Altars, places to honor our ancestors along with displays of that which we experience as sacred, were never part of my upbringing. I didn’t start having an altar until well into my adulthood. A central part of my home altar is my connection to the ancestors. My ancestors include family and friends who died and some becoming ancestors too soon on their life path.
Our connection to those who lived before us can be deep and profound if we invite their memories into our lives. Not only their memories, but what they worked for and how
they lived.
Those of us who hold identities that have been the target of oppression know that our ancestors faced hardships we may never fully understand intellectually, but we carry the memory in our bodies.
As a woman born in Egypt and raised a strict Muslim in the United States, I have had to face challenges that include anti-immigrant sentiments when I was a child from those here in the United States, and in Egypt I was faced with misogyny and strict rules of conduct because of my family’s interpretation of the faith. I often felt stifled as a child and teenager, rules imposed on me did not apply to my male cousins of the same age. I was angry at the unfairness of it and I finally left the faith in my early twenties.
I connect most closely with my female ancestors, especially my two grandmothers. I knew my maternal grandmother, Labiba (her first name) and I adored her. She was feisty, gregarious and honest to a fault. I am grateful that I remember my maternal grandparents. My grandfather Abdelgawed (his first name), was more of a quiet introvert, who was kind and generous. I have a picture of both my grandparents on my altar.
My paternal grandmother is my namesake, Aisha. By all accounts she was the life of the party, a vivacious, generous and welcoming soul. She died when I was young and I don’t have any memories of her. I was born in Egypt and spent my first year of life living with her in Alexandria.
There is a picture of me as an infant on her lap and it is the only picture I know of with the two of us together.
I will never know what my grandmothers had to endure as Muslim females who were mandated into behaving a certain way in order not to be ostracized. They made the best of their circumstances, that I do know given how generous of spirit they were and how I heard stories of their antics.
My grandmothers are the reason I am alive, they suggested to my parents that they marry each other. They were friends and loved to laugh with each other, host parties and socialize.
I think of them often with the knowledge that I am living the life they didn’t know was possible for a female. I am independent, a faith leader and working for liberation of all. I am my ancestors’ wildest dreams.
Quest for Meaning is a program of the Church of the Larger Fellowship (CLF).
As a Unitarian Universalist congregation with no geographical boundary, the CLF creates global spiritual community, rooted in profound love, which cultivates wonder, imagination, and the courage to act.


• YOUR TASK: Take the line containing "Search the screen for *man*." and every line after it to the end of the records, and copy them exactly, leaving out pictures.

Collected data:
___
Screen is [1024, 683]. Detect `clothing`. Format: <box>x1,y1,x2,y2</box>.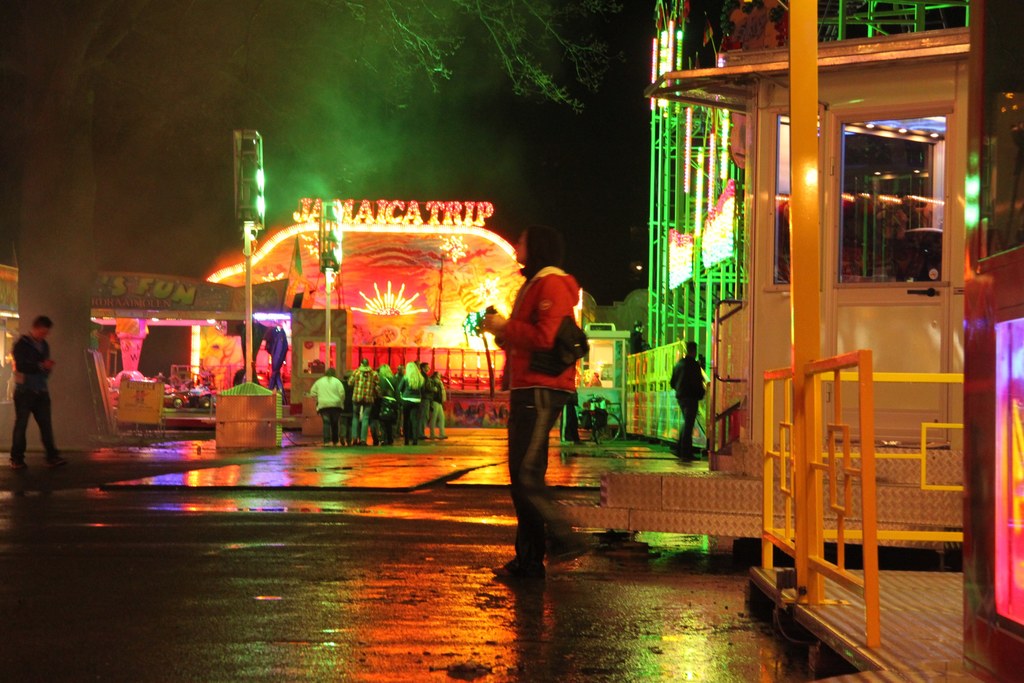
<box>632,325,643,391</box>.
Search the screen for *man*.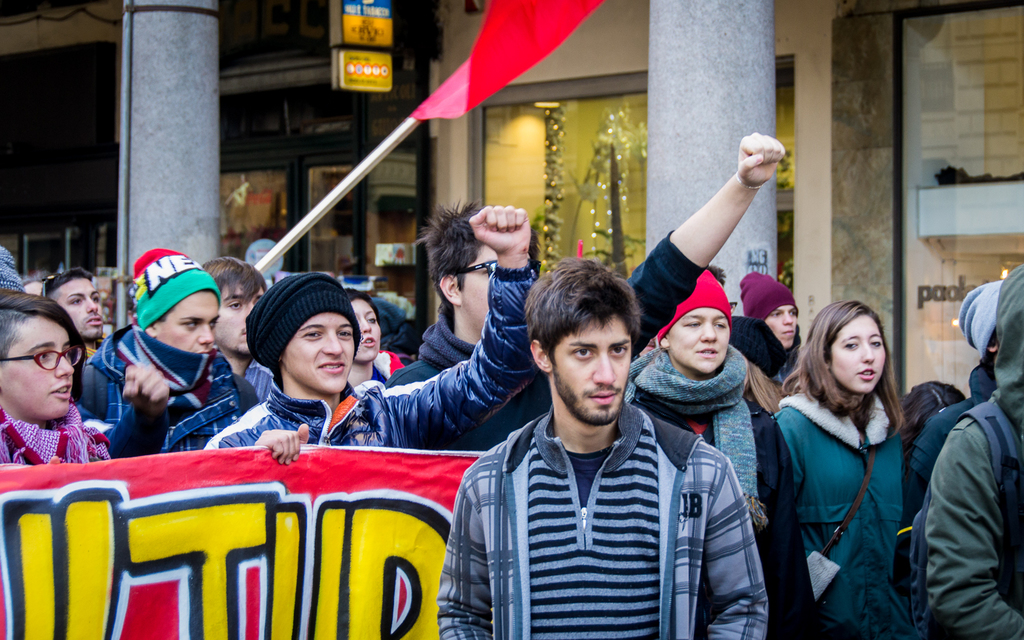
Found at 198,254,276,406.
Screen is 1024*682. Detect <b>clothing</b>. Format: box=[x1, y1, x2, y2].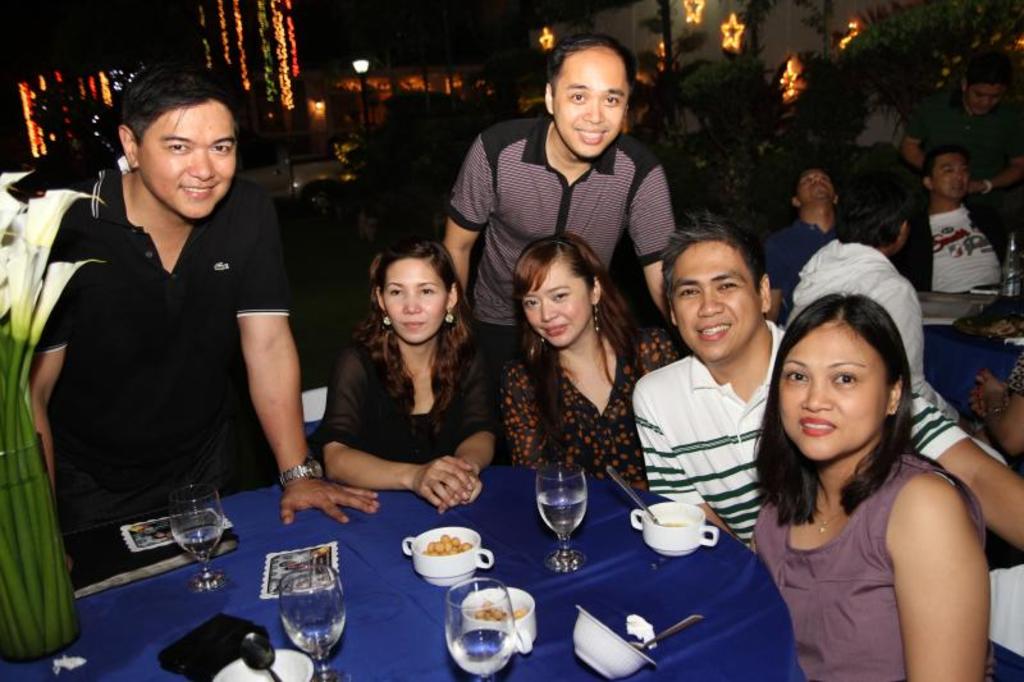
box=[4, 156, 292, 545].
___
• REPLY TO THE TASK:
Search the screen for *man*.
Found at 198,254,276,406.
Screen is 1024*682. Detect <b>clothing</b>. Format: box=[x1, y1, x2, y2].
box=[4, 156, 292, 545].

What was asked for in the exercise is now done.